India’s Working Poor Are Being Priced Out of Basic Meals
For many migrant workers in India, the inability to cook affordably disrupts the economics of city life. As fuel becomes increasingly expensive due to market volatility and supply shocks, families are being forced to ration meals or relocate.

India’s shift to market-linked LPG pricing is passing global fuel shocks, exacerbated by the chaos in the Middle East, directly to households. As a result, India’s working poor are forced to ration gas, skip meals, or go without cooking altogether. (Sajad Hameed / Jacobin)
New Delhi, INDIA – At the edge of Hazrat Nizamuddin Railway Station, the morning feels heavier than usual. Families cluster along the platform, their belongings packed into cloth bundles and plastic sacks.

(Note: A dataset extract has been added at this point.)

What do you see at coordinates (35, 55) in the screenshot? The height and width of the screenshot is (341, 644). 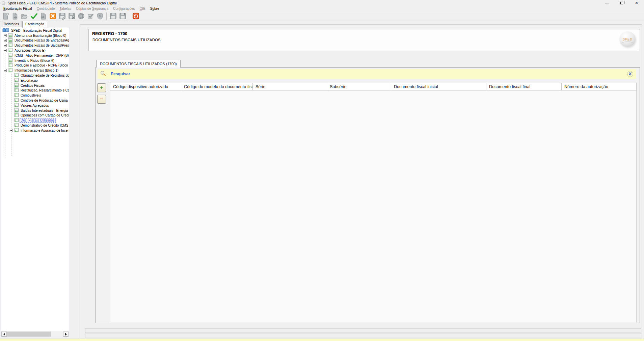 I see `tree-item-icms-ativo-permanente-ciap-bloco: ICMS - Ativo Permanente - CIAP (Bloco` at bounding box center [35, 55].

Children lie half-asleep in their mothers’ laps as announcements echo overhead. Trains heading toward Bihar, Uttar Pradesh, and beyond are running full. Over the past few days, railway workers say, the crowds have grown noticeably thicker. Entire families, most of them daily wage laborers, wait with little more than essentials, as if preparing for a longer absence.
“Something is wrong,” says Ab Rahman, thirty-four, a porter, or coolie, who has spent more than a decade navigating these railway platforms. “For four to five days now, there has been a heavy rush — mostly poor workers. They are going back.”